(Stored items from a collection)
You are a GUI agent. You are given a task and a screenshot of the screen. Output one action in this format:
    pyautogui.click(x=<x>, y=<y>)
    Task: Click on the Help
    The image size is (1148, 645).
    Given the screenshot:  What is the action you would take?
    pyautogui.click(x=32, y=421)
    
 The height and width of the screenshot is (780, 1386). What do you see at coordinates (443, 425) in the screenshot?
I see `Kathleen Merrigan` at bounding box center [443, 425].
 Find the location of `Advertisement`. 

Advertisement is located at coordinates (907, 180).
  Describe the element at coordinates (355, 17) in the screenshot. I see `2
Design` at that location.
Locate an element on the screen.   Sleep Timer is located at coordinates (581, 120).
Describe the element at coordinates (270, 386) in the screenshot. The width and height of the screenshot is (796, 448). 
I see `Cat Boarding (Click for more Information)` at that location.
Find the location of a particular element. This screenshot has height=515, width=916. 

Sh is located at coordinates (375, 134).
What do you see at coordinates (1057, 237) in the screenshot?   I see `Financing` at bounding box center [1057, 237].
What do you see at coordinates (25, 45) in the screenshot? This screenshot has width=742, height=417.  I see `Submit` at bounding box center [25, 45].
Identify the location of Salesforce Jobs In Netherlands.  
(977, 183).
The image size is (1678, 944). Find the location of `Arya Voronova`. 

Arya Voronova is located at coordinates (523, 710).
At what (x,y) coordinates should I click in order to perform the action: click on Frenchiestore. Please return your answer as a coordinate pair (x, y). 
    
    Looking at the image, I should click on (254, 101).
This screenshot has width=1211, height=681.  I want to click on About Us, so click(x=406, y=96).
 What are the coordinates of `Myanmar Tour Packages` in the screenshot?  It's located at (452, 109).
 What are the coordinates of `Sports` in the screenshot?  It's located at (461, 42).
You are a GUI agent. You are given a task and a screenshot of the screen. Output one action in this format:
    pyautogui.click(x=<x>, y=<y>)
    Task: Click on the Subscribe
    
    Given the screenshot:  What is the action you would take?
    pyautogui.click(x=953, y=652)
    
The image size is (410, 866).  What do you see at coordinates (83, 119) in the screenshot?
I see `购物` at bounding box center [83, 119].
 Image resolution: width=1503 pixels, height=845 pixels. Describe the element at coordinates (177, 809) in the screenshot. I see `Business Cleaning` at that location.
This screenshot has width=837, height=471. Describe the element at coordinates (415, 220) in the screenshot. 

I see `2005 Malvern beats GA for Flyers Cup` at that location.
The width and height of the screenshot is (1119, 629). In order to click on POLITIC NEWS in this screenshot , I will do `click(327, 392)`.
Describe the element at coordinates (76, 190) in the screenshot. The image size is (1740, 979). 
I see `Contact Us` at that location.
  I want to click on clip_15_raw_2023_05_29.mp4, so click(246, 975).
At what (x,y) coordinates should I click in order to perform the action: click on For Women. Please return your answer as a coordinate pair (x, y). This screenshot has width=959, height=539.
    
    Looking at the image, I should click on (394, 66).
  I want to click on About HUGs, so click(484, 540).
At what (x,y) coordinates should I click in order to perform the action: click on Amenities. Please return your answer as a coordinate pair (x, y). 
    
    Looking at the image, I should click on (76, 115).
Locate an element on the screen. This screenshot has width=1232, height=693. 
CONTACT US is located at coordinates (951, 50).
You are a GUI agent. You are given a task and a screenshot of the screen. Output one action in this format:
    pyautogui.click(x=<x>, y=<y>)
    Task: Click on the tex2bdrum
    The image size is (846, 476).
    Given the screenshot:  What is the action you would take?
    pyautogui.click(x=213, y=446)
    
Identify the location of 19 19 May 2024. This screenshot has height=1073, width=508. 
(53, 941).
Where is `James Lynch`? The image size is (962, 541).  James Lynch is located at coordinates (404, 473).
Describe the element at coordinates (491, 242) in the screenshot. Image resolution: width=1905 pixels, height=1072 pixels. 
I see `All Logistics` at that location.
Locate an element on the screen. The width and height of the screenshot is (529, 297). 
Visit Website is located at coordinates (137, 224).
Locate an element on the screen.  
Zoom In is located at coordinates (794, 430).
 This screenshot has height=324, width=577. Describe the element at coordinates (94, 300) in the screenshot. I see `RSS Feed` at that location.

Task:
Could you copy each line above word for word?

Exercise result:
You are a GUI agent. You are given a task and a screenshot of the screen. Output one action in this format:
    pyautogui.click(x=<x>, y=<y>)
    Task: Click on the Help
    The image size is (1148, 645).
    Given the screenshot:  What is the action you would take?
    pyautogui.click(x=32, y=421)
    
 The height and width of the screenshot is (780, 1386). What do you see at coordinates (443, 425) in the screenshot?
I see `Kathleen Merrigan` at bounding box center [443, 425].
 Find the location of `Advertisement`. 

Advertisement is located at coordinates (907, 180).
  Describe the element at coordinates (355, 17) in the screenshot. I see `2
Design` at that location.
Locate an element on the screen.   Sleep Timer is located at coordinates (581, 120).
Describe the element at coordinates (270, 386) in the screenshot. The width and height of the screenshot is (796, 448). 
I see `Cat Boarding (Click for more Information)` at that location.
Find the location of a particular element. This screenshot has height=515, width=916. 

Sh is located at coordinates (375, 134).
What do you see at coordinates (1057, 237) in the screenshot?   I see `Financing` at bounding box center [1057, 237].
What do you see at coordinates (25, 45) in the screenshot? This screenshot has width=742, height=417.  I see `Submit` at bounding box center [25, 45].
Identify the location of Salesforce Jobs In Netherlands.  
(977, 183).
The image size is (1678, 944). Find the location of `Arya Voronova`. 

Arya Voronova is located at coordinates (523, 710).
At what (x,y) coordinates should I click in order to perform the action: click on Frenchiestore. Please return your answer as a coordinate pair (x, y). 
    
    Looking at the image, I should click on (254, 101).
This screenshot has width=1211, height=681.  I want to click on About Us, so click(x=406, y=96).
 What are the coordinates of `Myanmar Tour Packages` in the screenshot?  It's located at (452, 109).
 What are the coordinates of `Sports` in the screenshot?  It's located at (461, 42).
You are a GUI agent. You are given a task and a screenshot of the screen. Output one action in this format:
    pyautogui.click(x=<x>, y=<y>)
    Task: Click on the Subscribe
    
    Given the screenshot:  What is the action you would take?
    pyautogui.click(x=953, y=652)
    
The image size is (410, 866).  What do you see at coordinates (83, 119) in the screenshot?
I see `购物` at bounding box center [83, 119].
 Image resolution: width=1503 pixels, height=845 pixels. Describe the element at coordinates (177, 809) in the screenshot. I see `Business Cleaning` at that location.
This screenshot has width=837, height=471. Describe the element at coordinates (415, 220) in the screenshot. 

I see `2005 Malvern beats GA for Flyers Cup` at that location.
The width and height of the screenshot is (1119, 629). In order to click on POLITIC NEWS in this screenshot , I will do `click(327, 392)`.
Describe the element at coordinates (76, 190) in the screenshot. The image size is (1740, 979). 
I see `Contact Us` at that location.
  I want to click on clip_15_raw_2023_05_29.mp4, so click(246, 975).
At what (x,y) coordinates should I click in order to perform the action: click on For Women. Please return your answer as a coordinate pair (x, y). This screenshot has width=959, height=539.
    
    Looking at the image, I should click on (394, 66).
  I want to click on About HUGs, so click(484, 540).
At what (x,y) coordinates should I click in order to perform the action: click on Amenities. Please return your answer as a coordinate pair (x, y). 
    
    Looking at the image, I should click on (76, 115).
Locate an element on the screen. This screenshot has width=1232, height=693. 
CONTACT US is located at coordinates (951, 50).
You are a GUI agent. You are given a task and a screenshot of the screen. Output one action in this format:
    pyautogui.click(x=<x>, y=<y>)
    Task: Click on the tex2bdrum
    The image size is (846, 476).
    Given the screenshot:  What is the action you would take?
    pyautogui.click(x=213, y=446)
    
Identify the location of 19 19 May 2024. This screenshot has height=1073, width=508. 
(53, 941).
Where is `James Lynch`? The image size is (962, 541).  James Lynch is located at coordinates (404, 473).
Describe the element at coordinates (491, 242) in the screenshot. Image resolution: width=1905 pixels, height=1072 pixels. 
I see `All Logistics` at that location.
Locate an element on the screen. The width and height of the screenshot is (529, 297). 
Visit Website is located at coordinates (137, 224).
Locate an element on the screen.  
Zoom In is located at coordinates (794, 430).
 This screenshot has height=324, width=577. Describe the element at coordinates (94, 300) in the screenshot. I see `RSS Feed` at that location.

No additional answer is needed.